The output is the lines below from the one with "The width and height of the screenshot is (1742, 980)." through the one with "192 kbps medium quality bitrate.", both included, printed exactly and with no other line.
======== ENTRIES SHOWN
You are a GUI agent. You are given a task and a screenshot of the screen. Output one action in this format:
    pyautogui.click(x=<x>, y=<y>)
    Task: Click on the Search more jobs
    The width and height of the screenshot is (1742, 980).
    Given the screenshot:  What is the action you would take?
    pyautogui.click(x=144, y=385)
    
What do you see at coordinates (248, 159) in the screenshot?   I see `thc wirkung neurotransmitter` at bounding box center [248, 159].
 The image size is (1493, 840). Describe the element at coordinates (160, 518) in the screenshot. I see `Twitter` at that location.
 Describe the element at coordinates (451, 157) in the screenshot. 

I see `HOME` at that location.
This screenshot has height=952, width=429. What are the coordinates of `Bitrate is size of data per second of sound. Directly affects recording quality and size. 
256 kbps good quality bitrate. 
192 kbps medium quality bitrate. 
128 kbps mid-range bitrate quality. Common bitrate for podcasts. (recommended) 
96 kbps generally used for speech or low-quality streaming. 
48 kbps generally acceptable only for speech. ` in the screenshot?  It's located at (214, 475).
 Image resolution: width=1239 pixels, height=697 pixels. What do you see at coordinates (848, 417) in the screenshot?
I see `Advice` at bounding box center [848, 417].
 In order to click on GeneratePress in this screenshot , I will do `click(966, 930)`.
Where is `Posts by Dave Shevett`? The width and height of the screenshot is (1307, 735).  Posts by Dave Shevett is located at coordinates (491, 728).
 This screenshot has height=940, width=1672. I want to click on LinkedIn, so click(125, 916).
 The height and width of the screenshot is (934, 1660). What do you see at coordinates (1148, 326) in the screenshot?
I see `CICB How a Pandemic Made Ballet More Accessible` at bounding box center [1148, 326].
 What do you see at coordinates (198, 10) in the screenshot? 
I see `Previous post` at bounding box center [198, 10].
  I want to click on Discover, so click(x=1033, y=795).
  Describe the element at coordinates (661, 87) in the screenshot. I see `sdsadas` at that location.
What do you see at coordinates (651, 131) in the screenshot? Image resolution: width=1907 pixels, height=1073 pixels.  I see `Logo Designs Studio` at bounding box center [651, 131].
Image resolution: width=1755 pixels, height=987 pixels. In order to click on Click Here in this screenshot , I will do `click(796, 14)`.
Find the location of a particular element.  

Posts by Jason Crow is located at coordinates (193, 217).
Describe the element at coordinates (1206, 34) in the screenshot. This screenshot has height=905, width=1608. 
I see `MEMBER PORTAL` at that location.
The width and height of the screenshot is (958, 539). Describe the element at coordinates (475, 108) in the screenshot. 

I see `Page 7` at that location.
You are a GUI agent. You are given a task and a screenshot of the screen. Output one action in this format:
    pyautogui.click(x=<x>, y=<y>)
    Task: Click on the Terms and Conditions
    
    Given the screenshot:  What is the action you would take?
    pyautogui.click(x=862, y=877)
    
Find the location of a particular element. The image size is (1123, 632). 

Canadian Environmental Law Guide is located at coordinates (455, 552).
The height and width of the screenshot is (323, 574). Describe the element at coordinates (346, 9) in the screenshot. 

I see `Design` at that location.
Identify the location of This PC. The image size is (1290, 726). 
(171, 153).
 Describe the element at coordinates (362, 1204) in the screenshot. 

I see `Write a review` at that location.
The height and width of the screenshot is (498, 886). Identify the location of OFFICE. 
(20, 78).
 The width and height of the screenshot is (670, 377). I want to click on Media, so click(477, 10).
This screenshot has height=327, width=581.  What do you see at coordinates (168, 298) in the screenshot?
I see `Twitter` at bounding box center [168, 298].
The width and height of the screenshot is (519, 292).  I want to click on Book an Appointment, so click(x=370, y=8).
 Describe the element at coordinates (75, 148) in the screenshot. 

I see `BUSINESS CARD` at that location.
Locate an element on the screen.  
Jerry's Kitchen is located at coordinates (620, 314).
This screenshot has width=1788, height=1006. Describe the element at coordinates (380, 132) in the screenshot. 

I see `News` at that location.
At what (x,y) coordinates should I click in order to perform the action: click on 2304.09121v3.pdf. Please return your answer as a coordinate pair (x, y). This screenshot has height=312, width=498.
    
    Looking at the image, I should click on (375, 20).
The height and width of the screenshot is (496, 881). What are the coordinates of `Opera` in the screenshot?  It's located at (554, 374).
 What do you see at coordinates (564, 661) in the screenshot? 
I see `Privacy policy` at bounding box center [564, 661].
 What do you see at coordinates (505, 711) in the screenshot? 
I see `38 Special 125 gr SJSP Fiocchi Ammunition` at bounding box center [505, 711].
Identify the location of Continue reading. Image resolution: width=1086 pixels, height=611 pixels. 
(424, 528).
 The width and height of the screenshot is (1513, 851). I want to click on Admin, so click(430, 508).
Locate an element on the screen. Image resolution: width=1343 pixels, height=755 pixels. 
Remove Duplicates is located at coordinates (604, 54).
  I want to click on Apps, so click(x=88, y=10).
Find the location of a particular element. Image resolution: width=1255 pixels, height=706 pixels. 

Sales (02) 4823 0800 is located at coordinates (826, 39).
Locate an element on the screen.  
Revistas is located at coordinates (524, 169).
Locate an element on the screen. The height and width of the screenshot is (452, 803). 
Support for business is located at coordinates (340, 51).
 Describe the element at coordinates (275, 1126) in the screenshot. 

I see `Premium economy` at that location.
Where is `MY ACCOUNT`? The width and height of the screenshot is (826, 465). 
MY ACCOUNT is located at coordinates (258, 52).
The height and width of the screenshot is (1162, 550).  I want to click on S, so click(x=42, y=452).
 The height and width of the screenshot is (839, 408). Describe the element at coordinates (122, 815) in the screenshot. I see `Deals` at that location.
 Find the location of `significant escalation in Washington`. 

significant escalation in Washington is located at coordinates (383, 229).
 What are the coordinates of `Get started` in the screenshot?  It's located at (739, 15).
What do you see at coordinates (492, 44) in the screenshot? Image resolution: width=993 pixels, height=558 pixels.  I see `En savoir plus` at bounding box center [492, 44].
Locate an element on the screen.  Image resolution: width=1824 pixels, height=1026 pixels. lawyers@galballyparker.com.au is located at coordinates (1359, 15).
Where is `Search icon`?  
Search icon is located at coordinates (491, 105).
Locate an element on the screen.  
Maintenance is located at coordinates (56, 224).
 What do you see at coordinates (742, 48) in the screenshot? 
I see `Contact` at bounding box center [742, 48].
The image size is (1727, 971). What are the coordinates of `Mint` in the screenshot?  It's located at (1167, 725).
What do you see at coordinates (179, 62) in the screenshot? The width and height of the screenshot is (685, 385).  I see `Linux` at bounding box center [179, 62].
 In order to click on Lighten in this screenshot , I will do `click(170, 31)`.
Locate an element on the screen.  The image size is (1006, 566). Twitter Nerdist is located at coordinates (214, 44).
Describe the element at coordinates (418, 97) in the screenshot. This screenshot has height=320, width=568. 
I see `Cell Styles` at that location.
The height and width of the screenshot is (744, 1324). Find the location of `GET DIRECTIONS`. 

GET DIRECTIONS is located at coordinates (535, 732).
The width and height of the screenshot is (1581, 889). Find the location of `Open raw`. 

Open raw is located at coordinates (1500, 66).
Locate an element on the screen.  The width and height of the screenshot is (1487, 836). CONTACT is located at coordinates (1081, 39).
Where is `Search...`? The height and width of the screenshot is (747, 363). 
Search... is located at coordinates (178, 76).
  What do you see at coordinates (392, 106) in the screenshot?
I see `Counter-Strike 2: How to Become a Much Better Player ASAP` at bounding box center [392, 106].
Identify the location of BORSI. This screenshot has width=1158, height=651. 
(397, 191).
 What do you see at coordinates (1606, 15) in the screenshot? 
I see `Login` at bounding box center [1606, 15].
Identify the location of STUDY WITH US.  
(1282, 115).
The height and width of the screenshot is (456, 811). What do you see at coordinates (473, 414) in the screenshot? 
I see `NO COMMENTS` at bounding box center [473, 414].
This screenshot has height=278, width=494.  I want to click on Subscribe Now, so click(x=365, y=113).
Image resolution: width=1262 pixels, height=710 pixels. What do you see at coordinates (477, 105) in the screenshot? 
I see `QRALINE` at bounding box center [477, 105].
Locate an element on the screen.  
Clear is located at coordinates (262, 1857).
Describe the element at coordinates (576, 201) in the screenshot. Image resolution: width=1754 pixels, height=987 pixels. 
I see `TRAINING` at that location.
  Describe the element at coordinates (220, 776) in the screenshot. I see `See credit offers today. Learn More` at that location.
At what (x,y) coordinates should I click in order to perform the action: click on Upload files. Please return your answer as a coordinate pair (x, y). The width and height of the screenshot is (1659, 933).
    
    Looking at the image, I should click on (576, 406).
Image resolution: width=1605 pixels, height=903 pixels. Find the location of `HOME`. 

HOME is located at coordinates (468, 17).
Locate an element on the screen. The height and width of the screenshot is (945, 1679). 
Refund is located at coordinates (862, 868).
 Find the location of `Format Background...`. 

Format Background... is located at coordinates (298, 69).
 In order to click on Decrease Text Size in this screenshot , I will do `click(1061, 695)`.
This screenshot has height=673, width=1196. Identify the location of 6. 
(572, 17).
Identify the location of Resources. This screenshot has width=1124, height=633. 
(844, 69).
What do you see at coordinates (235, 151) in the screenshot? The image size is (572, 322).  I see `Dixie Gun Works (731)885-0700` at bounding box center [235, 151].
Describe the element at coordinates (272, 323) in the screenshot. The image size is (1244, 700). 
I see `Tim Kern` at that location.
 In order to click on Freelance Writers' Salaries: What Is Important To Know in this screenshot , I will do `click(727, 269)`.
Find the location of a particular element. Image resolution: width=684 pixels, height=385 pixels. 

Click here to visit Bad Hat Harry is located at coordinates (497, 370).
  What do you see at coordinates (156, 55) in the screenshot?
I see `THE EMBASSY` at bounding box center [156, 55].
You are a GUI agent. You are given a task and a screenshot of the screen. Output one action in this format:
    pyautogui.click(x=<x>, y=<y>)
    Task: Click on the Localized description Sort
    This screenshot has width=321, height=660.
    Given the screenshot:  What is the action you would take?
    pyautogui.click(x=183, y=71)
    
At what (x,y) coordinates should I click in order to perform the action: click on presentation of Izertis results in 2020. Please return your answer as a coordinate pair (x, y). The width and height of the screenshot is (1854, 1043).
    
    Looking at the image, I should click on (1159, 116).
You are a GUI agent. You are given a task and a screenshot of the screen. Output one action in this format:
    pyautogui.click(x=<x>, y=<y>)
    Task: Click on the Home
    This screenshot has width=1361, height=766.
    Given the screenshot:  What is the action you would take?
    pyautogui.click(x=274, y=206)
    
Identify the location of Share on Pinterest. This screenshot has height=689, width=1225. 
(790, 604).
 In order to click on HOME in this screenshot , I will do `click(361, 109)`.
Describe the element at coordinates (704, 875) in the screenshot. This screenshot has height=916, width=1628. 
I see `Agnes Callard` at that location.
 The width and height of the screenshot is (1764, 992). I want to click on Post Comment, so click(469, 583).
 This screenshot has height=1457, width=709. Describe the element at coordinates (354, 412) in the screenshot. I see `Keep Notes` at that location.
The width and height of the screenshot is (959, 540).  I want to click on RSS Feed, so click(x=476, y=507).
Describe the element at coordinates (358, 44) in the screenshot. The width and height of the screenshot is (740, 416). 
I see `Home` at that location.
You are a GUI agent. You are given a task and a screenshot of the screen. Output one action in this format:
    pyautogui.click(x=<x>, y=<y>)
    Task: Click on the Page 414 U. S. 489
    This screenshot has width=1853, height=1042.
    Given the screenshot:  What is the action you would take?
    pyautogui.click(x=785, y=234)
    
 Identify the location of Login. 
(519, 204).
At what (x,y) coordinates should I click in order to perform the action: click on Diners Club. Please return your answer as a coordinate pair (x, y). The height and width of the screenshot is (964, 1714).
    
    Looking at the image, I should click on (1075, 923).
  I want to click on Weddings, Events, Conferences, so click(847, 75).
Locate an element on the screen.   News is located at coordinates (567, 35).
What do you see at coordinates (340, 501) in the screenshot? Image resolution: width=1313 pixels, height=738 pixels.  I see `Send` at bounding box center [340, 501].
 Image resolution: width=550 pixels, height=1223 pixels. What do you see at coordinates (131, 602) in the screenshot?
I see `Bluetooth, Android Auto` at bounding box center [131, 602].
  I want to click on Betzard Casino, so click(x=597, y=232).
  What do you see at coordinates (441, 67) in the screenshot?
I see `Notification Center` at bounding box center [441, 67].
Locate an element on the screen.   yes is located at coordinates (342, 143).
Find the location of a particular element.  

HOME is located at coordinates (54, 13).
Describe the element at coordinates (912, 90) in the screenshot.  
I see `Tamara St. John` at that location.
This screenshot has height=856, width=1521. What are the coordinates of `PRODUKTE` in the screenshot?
================
* [RESPONSE]
    The width and height of the screenshot is (1742, 980).
    Given the screenshot:  What is the action you would take?
    pyautogui.click(x=144, y=385)
    
What do you see at coordinates (248, 159) in the screenshot?   I see `thc wirkung neurotransmitter` at bounding box center [248, 159].
 The image size is (1493, 840). Describe the element at coordinates (160, 518) in the screenshot. I see `Twitter` at that location.
 Describe the element at coordinates (451, 157) in the screenshot. 

I see `HOME` at that location.
This screenshot has height=952, width=429. What are the coordinates of `Bitrate is size of data per second of sound. Directly affects recording quality and size. 
256 kbps good quality bitrate. 
192 kbps medium quality bitrate. 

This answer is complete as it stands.